Billionaire banker Lee chin sues Yetming for defamation

PORT-OF-SPAIN, Trinidad: A billionaire banker and his company have sued a Trinidad legislator for defamation because the politician suggested he may have paid a bribe to a government minister, officials said yesterday.

Michael Lee Chin, chief executive of Canada-based AIC Ltd, filed lawsuits last week in Ontario and Jamaica against Gerald Yetming, an opposition member of Parliament, said Julie Clarke, senior counsel for AIC. She declined comment on why the suits were filed outside of Trinidad, but Trinidadian legislators cannot be sued for what they say during parliamentary sessions. Yetming said in a speech before Parliament earlier this month that the government planned to sell 20 percent of state-owned First Citizens Bank to Lee Chin’s company. He added that a “certain sum of money” had been paid to a government minister and that some people — without specifying who — were speculating that it was a bribe. Lee Chin dismissed the claim, saying he would never pay bribes to anyone. “The clear intent is to put the various statements into people’s minds that (Lee Chin) is a corrupt man and he sought to bribe a minister of government,” Keith King, chief executive of AIC’s operations in Trinidad, said yesterday. “He must withdraw it so that it is clear to the public that (Lee Chin) has done nothing wrong.”

Yetming, a former finance minister and bank executive, did not return phone calls yesterday. But he said in Parliament last week he never said Lee Chin paid a bribe and simply pointed out what he had heard so government officials would investigate. Opposition chairman Wade Mark called the suits “a waste of time” and an “assault on our Parliamentary democracy” since legislators have immunity in Trinidad.  Prime Minister Patrick Manning said there was no truth to Yetming’s claims and there was no need to investigate. AIC purchased a small, privately-owned bank in Trinidad earlier this month and is planning further investment in the Caribbean nation of 1.3 million people, King said. The company would be interested in First Citizens Bank if the government decides to divest it, but it was unclear whether that would happen, he said. AIC is also majority owner of Jamaica-based National Commercial Bank and Lee Chin was born on that island. He was listed by Forbes magazine as the world’s 303rd richest man in 2003, with a net worth of 1.4 billion. Jamaica’s chief diplomat in Trinidad has called on Yetming to retract his statements. Clarke declined to say how much the lawsuits were seeking in damages and would not provide a copy of the suits.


= ACTIVITY =
Nothing in the copy should be a picture; everything else in the listing is to be restated exactly.

= EXTRACTED RECORDS =

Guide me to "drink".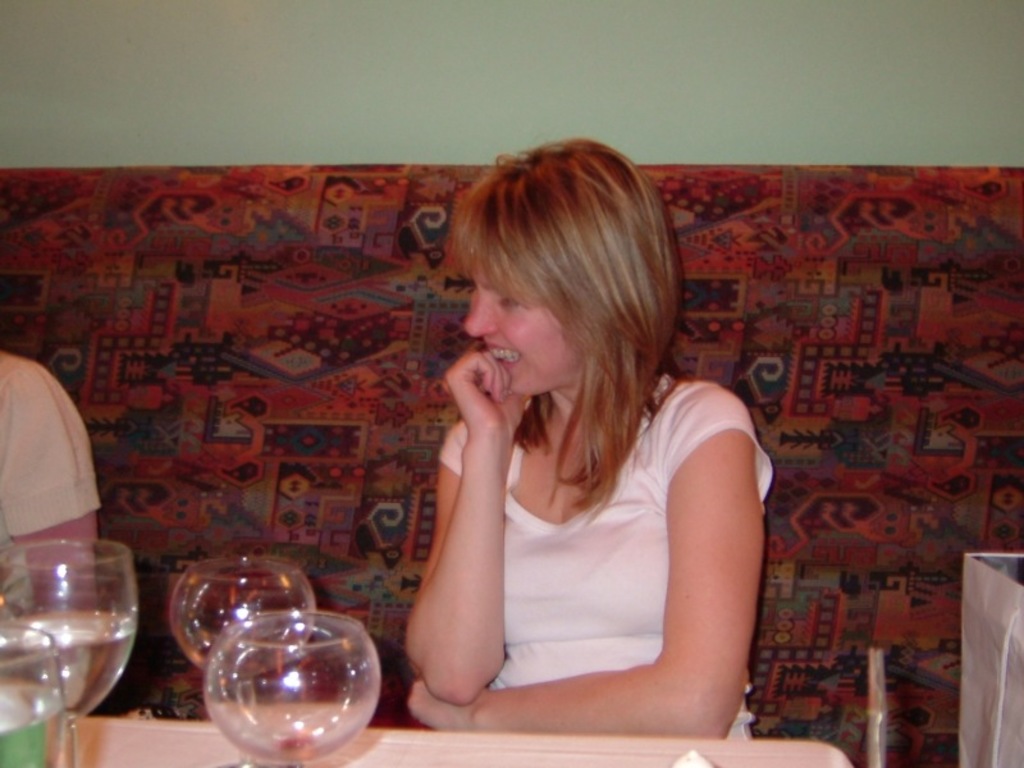
Guidance: box(9, 536, 136, 732).
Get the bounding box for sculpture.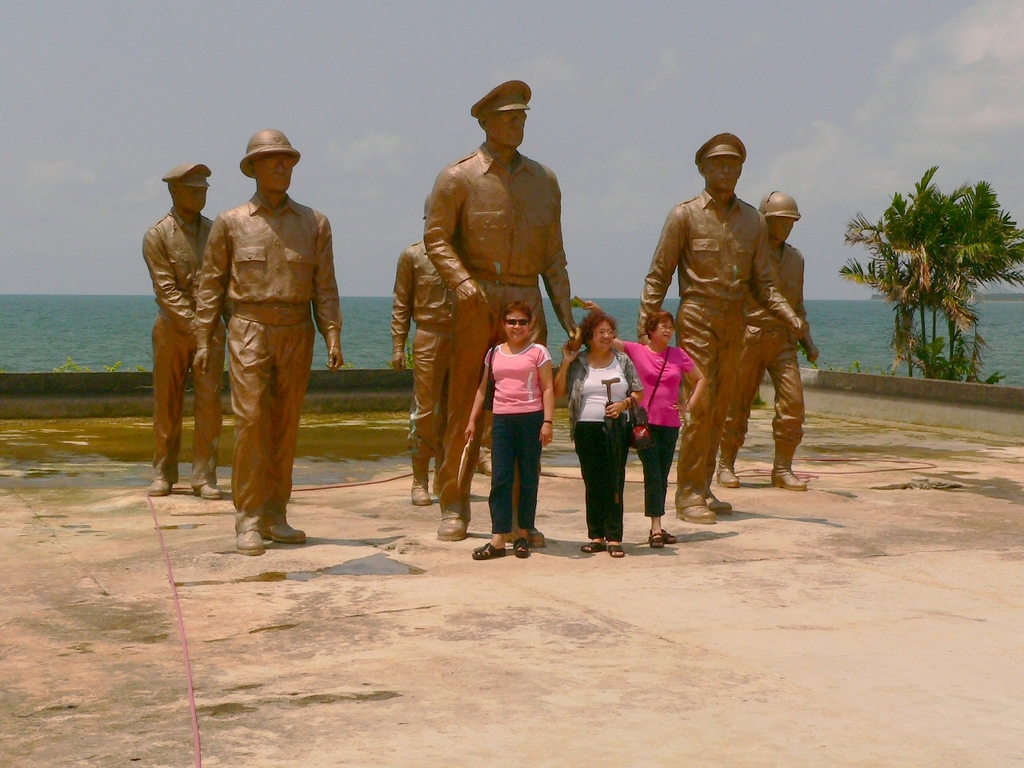
{"left": 716, "top": 190, "right": 812, "bottom": 479}.
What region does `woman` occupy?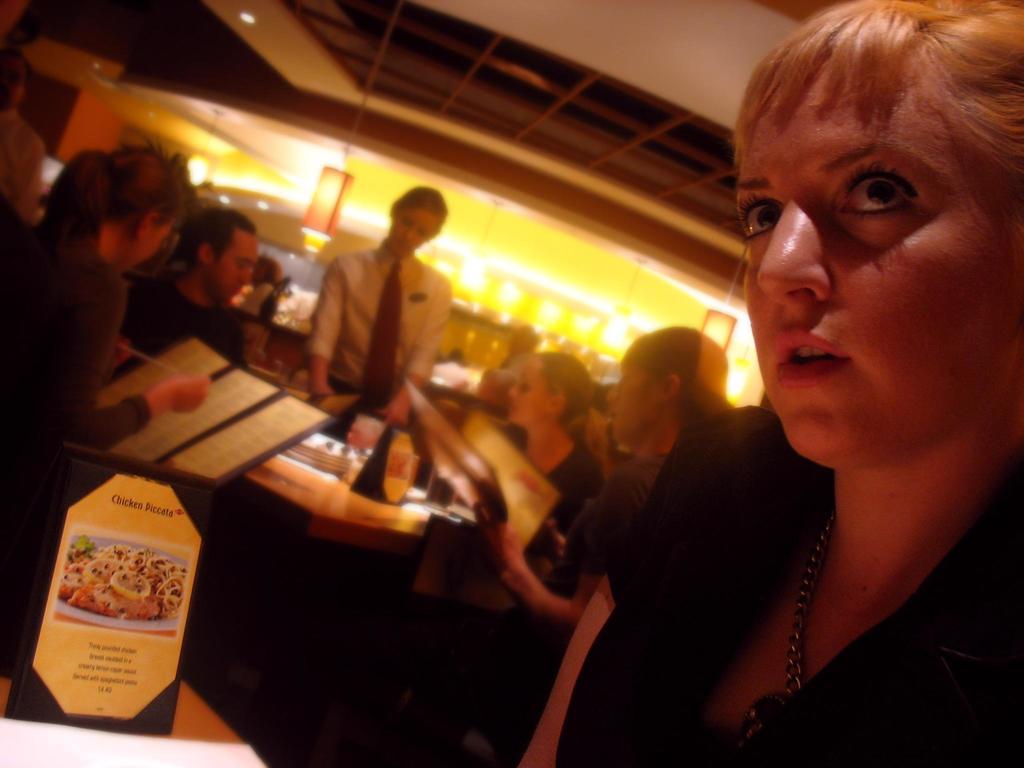
[left=402, top=324, right=756, bottom=765].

= RESULT =
Guide me to "drink".
Guidance: box(9, 536, 136, 732).
Get the bounding box for sculpture.
{"left": 716, "top": 190, "right": 812, "bottom": 479}.
What region does `woman` occupy?
[left=402, top=324, right=756, bottom=765].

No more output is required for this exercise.